Rachel Chew

“There are so many places that take from us. In this space, you come to get what you need.” It is on this note that Aimee Meredith Cox ends Funk Movement Medicine, a weekly space for dance and movement, Monday nights at the Broadway Rehearsal Lofts just adjacent to Maison Mathis. Studio 303 looks out over Elm and Broadway, the doors to the building’s entrance obscured by the construction paraphernalia around it. But this studio with the old grand piano in the corner, the pale grey floors, the lights from Urban Outfitter’s storefront a quiet reminder that life goes on outside, has come to be a space of ease for my mind amidst the bustle of Yale.

Aimee Meredith Cox is an Associate Professor jointly appointed in the departments of African American Studies and Anthropology here at Yale. If being an Associate Professor across two departments isn’t enough, she is also a former professional dancer with the Dance Theatre of Harlem and Ailey II. At our first Funk Movement Medicine lesson, with us all in a circle, she tells us about how she used to struggle with trying to compartmentalize these various aspects of herself — when she was a dancer, she was a dancer; when she was an academic, she was an academic. But, she tells us, it doesn’t have to be this way. There is space for all of these various parts of ourselves to exist in tandem, and each facet may inform our work in another. Her teaching Funk Movement Medicine is, in part, an expression of how these various facets of herself can find common ground within the space of Yale — “I felt like I needed to teach dance here too.” In Studio 303, we are asked to simply bring ourselves, to simply be, as we begin class.

The ninety minutes spent in Funk Movement Medicine pass quickly. We start each session sharing our names, because students are free to come for sessions as and when is convenient for them, before moving into warm up exercises. Here is the settling down into our bodies, feeling the weight of our bodies on the dance floor; letting our heads, our jaws, hang loose; taking up space in the studio. Then there are the warm-up exercises across the floor – starting from simply walking to the beat, then incorporating small movements, perhaps a double-step, perhaps a raise of the knee, a turn on the off-beat. By then, each one of us is breathing a little more heavily than when we first walked in, but also smiling a little more widely. I grin as I look over at a friend after crossing the floor, stick my tongue out in jest when I miss a beat.

We are here, together, just being in our bodies and that is what matters. And that is something that is reinforced again and again in this class — we are not here to learn a particular choreography, to dance or move in a particular manner. We are here simply to be present in our bodies. The choreography is here to help us, because being asked to improvise can feel paralyzing. But there is never a doubt that, if it feels like the choreography is holding you back instead of enabling you to move, you are free to let it go. The style of the choreography mirrors this conviction. Movements are weighty, from the core; they don’t require long, controlled extensions. It is easy to catch up if you miss a step, and it is hard to notice if someone has missed one.

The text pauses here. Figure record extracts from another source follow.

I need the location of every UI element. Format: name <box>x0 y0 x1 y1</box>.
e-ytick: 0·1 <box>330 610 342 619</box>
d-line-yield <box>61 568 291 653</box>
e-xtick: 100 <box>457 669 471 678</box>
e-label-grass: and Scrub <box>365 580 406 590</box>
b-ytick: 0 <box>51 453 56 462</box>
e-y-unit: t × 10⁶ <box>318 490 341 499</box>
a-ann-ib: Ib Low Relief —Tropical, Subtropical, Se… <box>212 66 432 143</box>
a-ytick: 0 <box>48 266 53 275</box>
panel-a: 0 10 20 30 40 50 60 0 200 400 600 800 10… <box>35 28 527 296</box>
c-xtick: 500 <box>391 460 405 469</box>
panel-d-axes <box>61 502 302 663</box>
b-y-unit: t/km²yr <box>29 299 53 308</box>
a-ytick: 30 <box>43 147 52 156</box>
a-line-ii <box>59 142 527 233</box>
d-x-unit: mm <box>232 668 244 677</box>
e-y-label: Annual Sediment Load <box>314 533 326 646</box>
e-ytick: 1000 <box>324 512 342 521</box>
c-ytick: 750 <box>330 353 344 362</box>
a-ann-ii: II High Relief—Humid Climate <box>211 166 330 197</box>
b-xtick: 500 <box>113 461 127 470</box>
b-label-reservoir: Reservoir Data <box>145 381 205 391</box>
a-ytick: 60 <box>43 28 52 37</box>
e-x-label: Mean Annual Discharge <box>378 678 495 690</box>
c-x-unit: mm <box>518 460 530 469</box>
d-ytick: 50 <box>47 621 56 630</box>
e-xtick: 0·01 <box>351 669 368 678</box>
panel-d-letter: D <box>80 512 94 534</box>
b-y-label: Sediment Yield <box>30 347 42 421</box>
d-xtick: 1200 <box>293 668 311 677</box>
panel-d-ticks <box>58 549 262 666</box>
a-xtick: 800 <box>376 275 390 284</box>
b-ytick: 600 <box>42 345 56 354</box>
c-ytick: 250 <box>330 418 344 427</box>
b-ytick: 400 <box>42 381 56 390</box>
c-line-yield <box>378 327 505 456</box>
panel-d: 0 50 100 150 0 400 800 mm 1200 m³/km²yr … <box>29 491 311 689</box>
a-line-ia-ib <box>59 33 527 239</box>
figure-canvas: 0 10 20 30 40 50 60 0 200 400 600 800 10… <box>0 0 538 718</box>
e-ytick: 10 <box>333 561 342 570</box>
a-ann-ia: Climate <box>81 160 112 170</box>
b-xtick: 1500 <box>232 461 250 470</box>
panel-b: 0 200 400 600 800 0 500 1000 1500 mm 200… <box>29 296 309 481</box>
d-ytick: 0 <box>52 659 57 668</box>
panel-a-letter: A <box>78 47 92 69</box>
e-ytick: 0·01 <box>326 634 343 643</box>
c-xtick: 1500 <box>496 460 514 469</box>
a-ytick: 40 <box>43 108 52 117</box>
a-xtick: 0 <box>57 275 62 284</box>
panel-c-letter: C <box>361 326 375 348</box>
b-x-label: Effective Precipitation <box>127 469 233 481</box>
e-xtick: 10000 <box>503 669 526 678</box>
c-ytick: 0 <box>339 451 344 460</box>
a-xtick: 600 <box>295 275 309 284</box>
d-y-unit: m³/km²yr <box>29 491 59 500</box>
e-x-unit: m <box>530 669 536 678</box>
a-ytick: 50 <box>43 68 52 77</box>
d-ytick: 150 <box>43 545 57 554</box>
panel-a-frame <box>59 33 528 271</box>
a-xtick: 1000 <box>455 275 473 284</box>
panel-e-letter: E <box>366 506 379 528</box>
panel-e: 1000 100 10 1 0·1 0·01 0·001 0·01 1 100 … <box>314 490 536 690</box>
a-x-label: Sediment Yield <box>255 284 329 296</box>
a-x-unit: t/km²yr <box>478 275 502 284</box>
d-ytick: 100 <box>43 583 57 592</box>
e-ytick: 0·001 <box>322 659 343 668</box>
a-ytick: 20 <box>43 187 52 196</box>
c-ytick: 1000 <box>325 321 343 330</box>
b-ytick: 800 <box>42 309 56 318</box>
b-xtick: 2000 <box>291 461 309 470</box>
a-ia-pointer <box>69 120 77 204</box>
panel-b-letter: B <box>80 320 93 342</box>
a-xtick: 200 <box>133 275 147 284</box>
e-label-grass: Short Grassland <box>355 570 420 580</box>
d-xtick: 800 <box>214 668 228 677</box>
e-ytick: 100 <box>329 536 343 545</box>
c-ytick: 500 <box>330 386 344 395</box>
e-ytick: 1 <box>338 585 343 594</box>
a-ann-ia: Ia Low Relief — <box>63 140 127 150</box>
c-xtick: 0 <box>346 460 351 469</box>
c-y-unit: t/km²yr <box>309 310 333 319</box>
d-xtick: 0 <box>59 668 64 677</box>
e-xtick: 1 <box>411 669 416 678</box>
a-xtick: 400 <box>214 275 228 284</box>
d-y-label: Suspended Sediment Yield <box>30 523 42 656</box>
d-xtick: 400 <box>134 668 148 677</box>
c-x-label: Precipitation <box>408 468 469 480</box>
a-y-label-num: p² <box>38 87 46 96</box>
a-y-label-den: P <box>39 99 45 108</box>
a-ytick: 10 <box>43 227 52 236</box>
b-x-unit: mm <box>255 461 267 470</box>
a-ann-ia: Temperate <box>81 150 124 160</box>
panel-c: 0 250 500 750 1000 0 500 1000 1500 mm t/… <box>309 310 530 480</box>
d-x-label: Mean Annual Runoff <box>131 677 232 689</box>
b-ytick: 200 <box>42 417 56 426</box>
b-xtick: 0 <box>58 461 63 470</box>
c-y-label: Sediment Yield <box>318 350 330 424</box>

Michael Jackson’s “Working Day and Night” plays on as we learn the choreography for the week, and amidst Jackson’s iconic “You got me workin’ workin’ day and night”, Cox’s voice calls out over the classroom, describing a step, “It’s like ‘Ugh! Get off my back!’ It’s a Monday night, you just got to shrug it off.” We laugh at her dramatization of each action. I am in slight awe at how well she weaves it all into her movement. Here, in this studio, there is space for movement, there is a space for laughter, and there is space for all of this to exist alongside the frustrations of the everyday while also being a vessel for us to step outside of it and laugh it all off.

Earlier on in the day, Robert Storr tells our class in Basic Drawing that he is not very good at mindfulness, at least not if one regards mindfulness through the lens of conventional meditation. But, he says, drawing is its own kind of mindfulness, of being aware of your tool and the paper, of focusing singularly on that, on finding something interesting in something simple. And in Funk Movement Medicine, I find yet another kind of mindfulness. One that is about allowing your body to move and be alive in all the ways it wants to. To laugh and know that the stress and frustration, the tension of your daily life, will still be there. But to know that, if for a while, it is okay to simply acknowledge that, let it be, and perhaps even find a way to laugh about it.